A personal friend and recent adviser to President Obama addressed a socialist conference at which he declared "socialism has a future" while urging participants to help Obama.

Cornel West, an extremist race-relations instructor at Princeton, addressed the 10th annual Young Democratic Socialists conference earlier this month. The three-day event took place at Norman Thomas High School in Manhattan, named after an American socialist activist.

The meeting, entitled "Real change for a change," described itself as a "snap shot of the current socialist movement in the United States."

During a lengthy address available on YouTube, West declared "socialism has a future."

He stated, "We are at a very crucial historical moment. My dear friend Barack Obama, he needs help. He needs deep help. He needs pressure. Organized, mobilized pressure."

West went on to urge the crowd not to rely on "messiahs" or "leaders," instead explaining the mantel for ushering socialist change into the country "falls onto us."

Obama named West, whom he has called a personal friend, to the Black Advisory Council of his presidential campaign.

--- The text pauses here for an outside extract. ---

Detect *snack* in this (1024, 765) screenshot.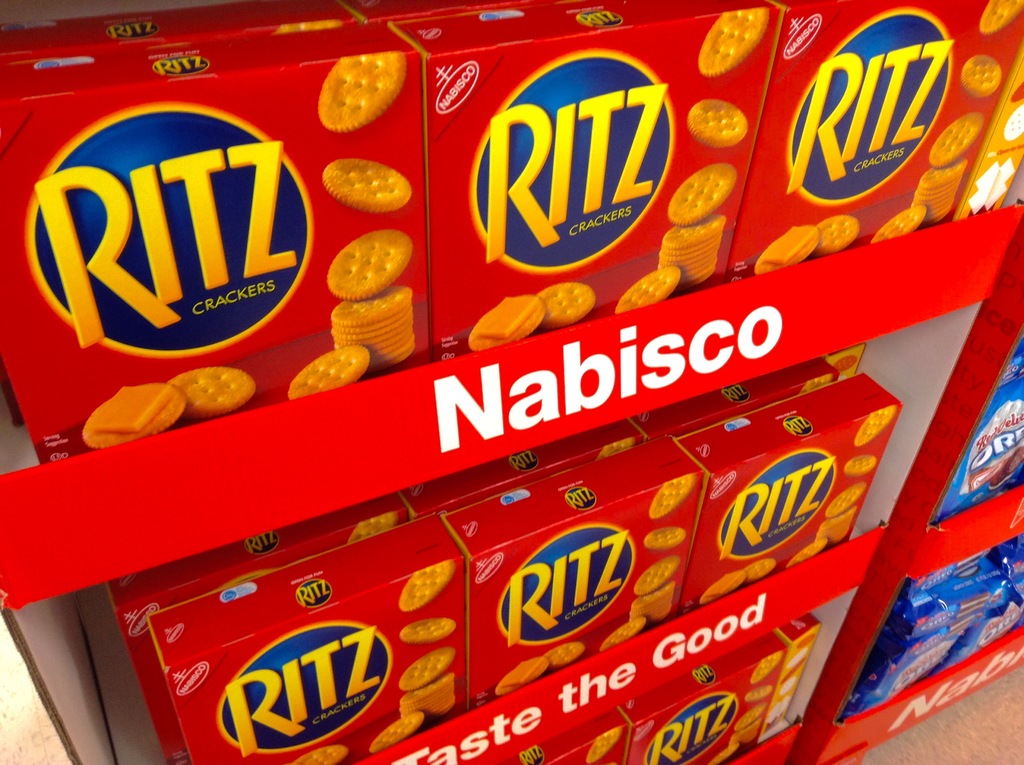
Detection: 586,725,623,764.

West was a key point man between Obama's campaign and the black community.

West served as an adviser on Louis Farrakhan's Million Man March and is a self-described personal friend of the Nation of Islam leader. West authored two books on race with Harvard professor Henry Louis Gates Jr, who was at the center of a recent controversy in which Obama criticized Gates' treatment by police outside his home after a report of a burglary.

'Racist American empire'

It was West who introduced Obama at a 2007 Harlem fundraiser attended by about 1,500 people that served as Obama's first foray into Harlem after announcing his Democratic presidential candidacy.

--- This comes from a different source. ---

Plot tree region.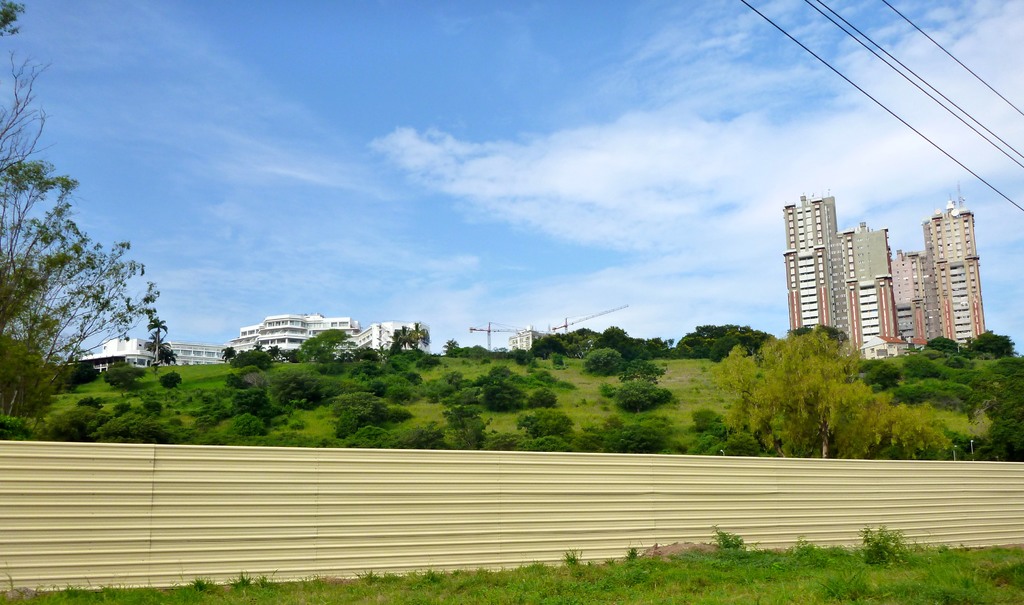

WND reported West introduced Obama on stage at the fundraiser after first railing against the "racist" criminal-justice system of the "American empire."

A scan of YouTube clips found West introducing Obama at the fundraiser while stating the "American empire is in such a deep crisis" and slamming the "racist criminal-justice system" and "disgraceful schools in our city."

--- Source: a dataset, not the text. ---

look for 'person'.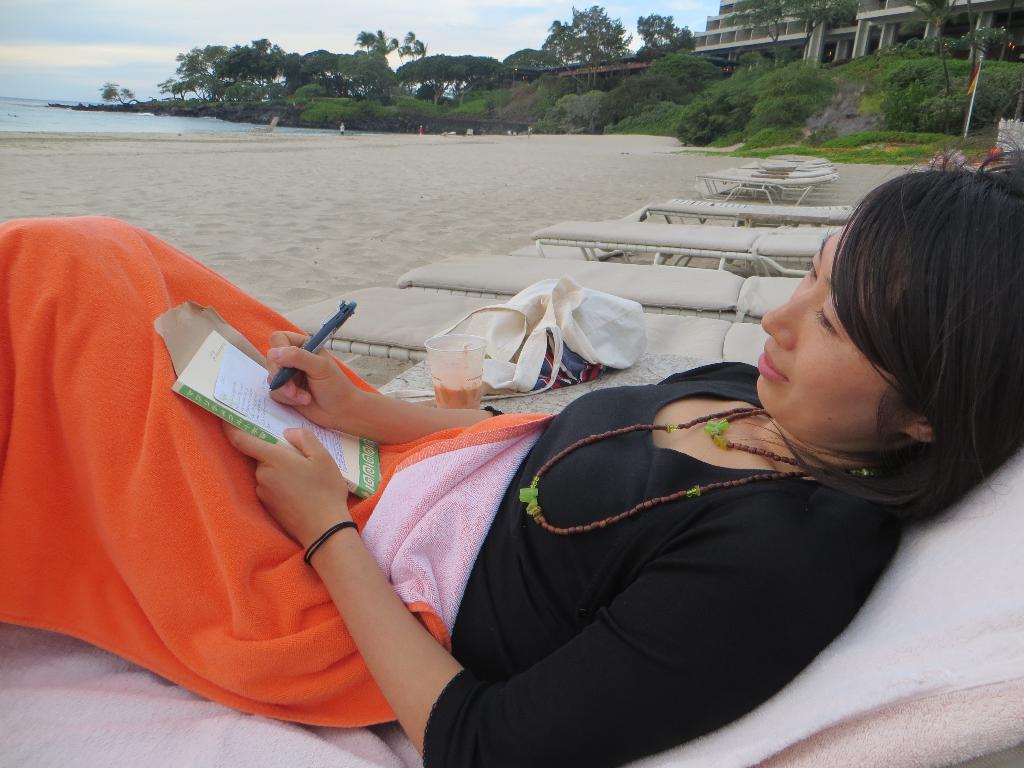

"He is my brother and my companion and comrade," said West of Obama.

WND found a video that shows Obama taking the stage just after West's introduction, expressing his gratitude to West, calling him "not only a genius, a public intellectual, a preacher, an oracle ... he's also a loving person."

Obama asked the audience for a round of applause for West.

From a young age, West proclaimed he admired "the sincere black militancy of Malcolm X, the defiant rage of the Black Panther Party … and the livid black (liberation) theology of James Cone."

Cone's theology spawned Rev. Jeremiah Wright, Obama's controversial pastor for 20 years at the Trinity United Church of Christ. West was a strong defender of Wright when the pastor's extreme remarks became national news during the presidential campaign.

In 1995, West signed a letter published as an ad in the New York Times that voiced support for cop-killer Mumia Abu-Jamal, a former Black Panther.

In 2002, West further signed a "Statement of Conscience" crafted by Not In Our Name, a project of C. Clark Kissinger's Revolutionary Communist Party. He then endorsed the World Can't Wait campaign, a Revolutionary Communist Party project seeking to organize "people living in the United States to take responsibility to stop the whole disastrous course led by the Bush administration."

After branding the U.S. a "racist patriarchal" nation in his book "Race Matters," West wrote, "White America has been historically weak-willed in ensuring racial justice and has continued to resist fully accepting the humanity of blacks."

Also in that book, West claimed the 9/11 attacks gave white Americans a glimpse of what it means to be a black person in the U.S. – feeling "unsafe, unprotected, subject to random violence and hatred" for who they are.

"Since 9/11," West wrote, "the whole nation has the blues, when before it was just black people."